Morning And Evening Rowing

read only section for reference and search purposes.
Locked
[old] eannamac
Posts: 0
Joined: March 18th, 2006, 10:32 pm

Training

Post by [old] eannamac » November 21st, 2005, 11:07 am

How many people try to row twice a day ? And if so what would you do to try prevent RSi or overtraining ? I'm not doing mad distances, probably something like 10K in the am, with the intention of doing a moderate 5K plus 8x500m splits in the evening. <br /><br />I am trying to avoid overdoing it and having to take time off, I'm back rowing 6 weeks after 5 months off, and it's going, just going very slooow

[old] ljwagner
Posts: 0
Joined: March 18th, 2006, 10:32 pm

Training

Post by [old] ljwagner » November 22nd, 2005, 2:02 pm

If you are not heavily worn out, and no ache and pains from day to day, then try some dual workouts. Maybe 3 days on day off 3 days on. Some combination that <br />you can maintain.<br /><br />Just be sure you still eat and sleep well. If you start to show fatique during the day, skip a day, then go back to one a days for a while. Your object is too improve more quickly, not make yourself sick or injured. RSI usually come from bad technique, or genetic predisposition. I have a twin who developed carpal tunnel. I've never suffered from it. We're physically very different; I'm long and lean. He's a bit shorter, more shoulders, less hips, shorter arms and legs. He's an upper body layback rower, I'm all legs and arm drive.<br /><br />Keep a training diary. What you feel like before you start, what you did.<br /><br />Good warm-ups. Relaxed cooldowns. Go like the wind the rest of thee time.

[old] eannamac
Posts: 0
Joined: March 18th, 2006, 10:32 pm

Training

Post by [old] eannamac » November 23rd, 2005, 7:03 am

Cool, thanks for that. <br /><br />Agree on the warmups and cool downs. I tend to try focus myself ont he row during the warmups and check the figures afterwards while stretching to analyse the performance.<br /><br />taking rest days is a wee bit frustrating - I know I need them - my body tells me that, but if it is risking RSI, burnout or simple boredom with the machine then they are needed. <br /><br />Bust a nut yesterday, improved my PB for both 30 mins and 1000m. Even after 8 hours sleep I'm knackered ! Even if I wanted to row today I don't think I could.

[old] John Rupp

Training

Post by [old] John Rupp » November 23rd, 2005, 12:44 pm

Instead of days off, take easy days.<br /><br />If you're doing 8x 500 meters every day then you're probably overdoing it.<br /><br />However if the pace is moderate you can row for a long time and recover.

[old] eannamac
Posts: 0
Joined: March 18th, 2006, 10:32 pm

Training

Post by [old] eannamac » November 24th, 2005, 10:47 am

<!--QuoteBegin-John Rupp+Nov 23 2005, 05:44 PM--><table border='0' align='center' width='95%' cellpadding='3' cellspacing='1'><tr><td><div class='genmed'><b>QUOTE(John Rupp @ Nov 23 2005, 05:44 PM)</b></div></td></tr><tr><td class='quote'><!--QuoteEBegin-->Instead of days off, take easy days.<br /><br />If you're doing 8x 500 meters every day then you're probably overdoing it.<br /><br />However if the pace is moderate you can row for a long time and recover. <br /> </td></tr></table><br /><br />I don't row that every day, every second day maybe, with a long row in between, the idea being to use the sprints to improve speed and VO2 max, longer rows to improve stamina and concentration. Some days have to be rest days though, work/family/friends can drag me away - kicking and screaming though ! <br /><br />Thanks for the advice.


**Task details:** In the entries below, filter for the word "function" and copy every matching line.

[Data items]
▬▬▬▬▬▬▬▬▬▬
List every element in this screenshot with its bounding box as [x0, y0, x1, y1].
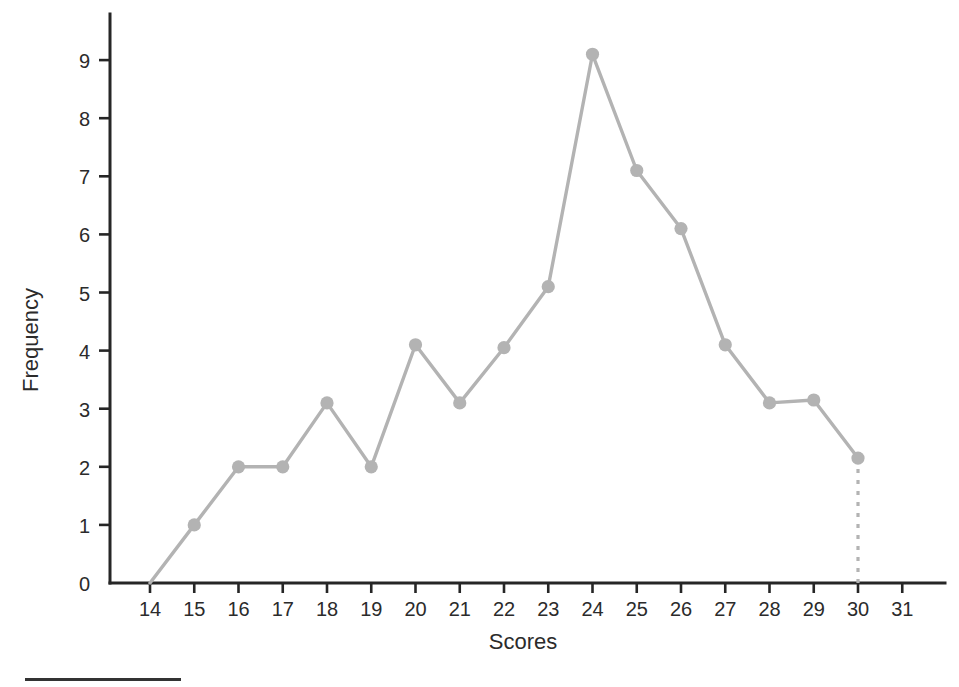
frequency-polygon-line [150, 54, 858, 583]
data-point-marker [807, 393, 820, 406]
x-tick-label: 25 [626, 598, 648, 620]
data-point-marker [188, 518, 201, 531]
data-point-marker [851, 451, 864, 464]
y-tick-label: 2 [79, 457, 90, 479]
x-tick-label: 26 [670, 598, 692, 620]
chart-canvas: 141516171819202122232425262728293031 012… [0, 0, 959, 687]
y-tick-label: 0 [79, 573, 90, 595]
x-tick-label: 27 [714, 598, 736, 620]
data-point-marker [586, 48, 599, 61]
footer-divider-rule [25, 678, 181, 681]
x-tick-label: 16 [227, 598, 249, 620]
x-tick-label: 23 [537, 598, 559, 620]
x-tick-label: 30 [847, 598, 869, 620]
data-point-marker [542, 280, 555, 293]
x-tick-label: 19 [360, 598, 382, 620]
y-axis-ticks [99, 60, 110, 525]
x-tick-label: 20 [404, 598, 426, 620]
x-tick-label: 21 [449, 598, 471, 620]
y-tick-label: 6 [79, 224, 90, 246]
x-axis-title: Scores [489, 629, 557, 654]
y-tick-label: 5 [79, 283, 90, 305]
x-tick-label: 31 [891, 598, 913, 620]
x-tick-label: 17 [272, 598, 294, 620]
axis-spines [110, 14, 945, 583]
x-tick-label: 29 [803, 598, 825, 620]
data-point-marker [630, 164, 643, 177]
y-tick-label: 8 [79, 108, 90, 130]
data-point-marker [453, 396, 466, 409]
data-point-marker [674, 222, 687, 235]
data-point-marker [365, 460, 378, 473]
y-tick-label: 3 [79, 399, 90, 421]
data-point-marker [276, 460, 289, 473]
x-tick-label: 22 [493, 598, 515, 620]
data-point-marker [409, 338, 422, 351]
data-point-marker [320, 396, 333, 409]
x-tick-label: 24 [581, 598, 603, 620]
data-point-marker [232, 460, 245, 473]
frequency-polygon-figure: 141516171819202122232425262728293031 012… [0, 0, 959, 687]
y-tick-label: 9 [79, 50, 90, 72]
y-tick-label: 4 [79, 341, 90, 363]
data-point-marker [719, 338, 732, 351]
y-axis-title: Frequency [18, 288, 43, 392]
y-tick-label: 7 [79, 166, 90, 188]
y-tick-label: 1 [79, 515, 90, 537]
data-point-marker [497, 341, 510, 354]
data-point-marker [763, 396, 776, 409]
x-axis-tick-labels: 141516171819202122232425262728293031 [139, 598, 914, 620]
x-tick-label: 15 [183, 598, 205, 620]
x-tick-label: 14 [139, 598, 161, 620]
x-tick-label: 28 [758, 598, 780, 620]
x-tick-label: 18 [316, 598, 338, 620]
y-axis-tick-labels: 0123456789 [79, 50, 90, 595]
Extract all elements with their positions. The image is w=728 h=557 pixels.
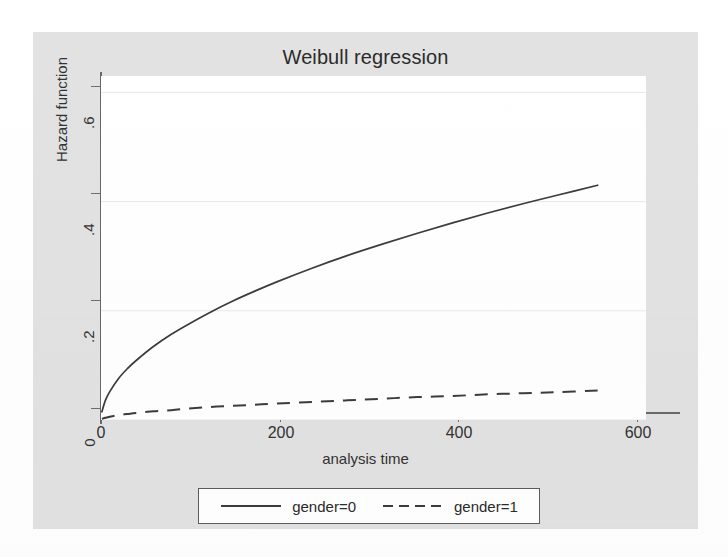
y-tick-label-3: 0	[49, 430, 89, 448]
gridlines	[101, 92, 646, 420]
series-line-gender-0	[102, 185, 598, 412]
legend: gender=0 gender=1	[198, 488, 540, 524]
y-tick-label-2: .2	[49, 322, 89, 340]
series-line-gender-1	[102, 391, 598, 419]
y-tick-mark-3	[91, 408, 100, 409]
y-tick-mark-2	[91, 300, 100, 301]
legend-key-solid-icon	[220, 499, 282, 513]
y-tick-mark-0	[91, 86, 100, 87]
x-tick-label-3: 600	[625, 424, 652, 442]
x-tick-label-1: 200	[268, 424, 295, 442]
graph-region: Weibull regression Hazard function .6 .4…	[33, 32, 698, 529]
chart-figure: Weibull regression Hazard function .6 .4…	[0, 0, 728, 557]
legend-label-gender-1: gender=1	[454, 498, 518, 515]
x-tick-label-0: 0	[97, 424, 106, 442]
x-tick-label-2: 400	[446, 424, 473, 442]
chart-title: Weibull regression	[33, 46, 698, 69]
y-tick-label-0: .6	[49, 108, 89, 126]
y-tick-mark-1	[91, 193, 100, 194]
plot-area	[101, 76, 646, 420]
legend-entry-gender-0: gender=0	[220, 498, 356, 515]
legend-label-gender-0: gender=0	[292, 498, 356, 515]
x-axis-title: analysis time	[33, 450, 698, 467]
y-tick-label-1: .4	[49, 215, 89, 233]
legend-key-dashed-icon	[382, 499, 444, 513]
plot-svg	[101, 76, 646, 420]
legend-entry-gender-1: gender=1	[382, 498, 518, 515]
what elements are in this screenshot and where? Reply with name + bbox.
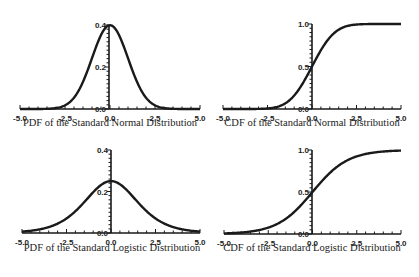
figure: -5.0-2.50.02.55.00.00.20.4-5.0-2.50.02.5…: [0, 0, 419, 277]
caption-logistic-cdf: CDF of the Standard Logistic Distributio…: [212, 242, 412, 253]
y-tick-label: 0.5: [298, 188, 310, 197]
y-tick-label: 0.0: [298, 105, 310, 114]
y-tick-label: 0.0: [298, 230, 310, 239]
chart-normal-pdf: -5.0-2.50.02.55.00.00.20.4: [13, 21, 206, 123]
caption-normal-pdf: PDF of the Standard Normal Distribution: [10, 117, 210, 128]
chart-logistic-pdf: -5.0-2.50.02.55.00.00.20.4: [15, 146, 206, 247]
y-tick-label: 0.4: [97, 146, 109, 155]
y-tick-label: 1.0: [298, 146, 310, 155]
y-tick-label: 1.0: [298, 20, 310, 29]
caption-normal-cdf: CDF of the Standard Normal Distribution: [212, 117, 412, 128]
y-tick-label: 0.2: [97, 188, 109, 197]
y-tick-label: 0.5: [298, 63, 310, 72]
caption-logistic-pdf: PDF of the Standard Logistic Distributio…: [12, 242, 212, 253]
chart-logistic-cdf: -5.0-2.50.02.55.00.00.51.0: [217, 146, 407, 248]
y-tick-label: 0.0: [97, 229, 109, 238]
y-tick-label: 0.2: [95, 63, 107, 72]
plots-canvas: -5.0-2.50.02.55.00.00.20.4-5.0-2.50.02.5…: [0, 0, 419, 277]
curve-line: [20, 25, 200, 109]
y-tick-label: 0.0: [95, 105, 107, 114]
chart-normal-cdf: -5.0-2.50.02.55.00.00.51.0: [216, 20, 407, 123]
▬▬▬▬▬▬▬▬▬▬
**Written solution:**
graph-region: Weibull regression Hazard function .6 .4…	[33, 32, 698, 529]
chart-figure: Weibull regression Hazard function .6 .4…	[0, 0, 728, 557]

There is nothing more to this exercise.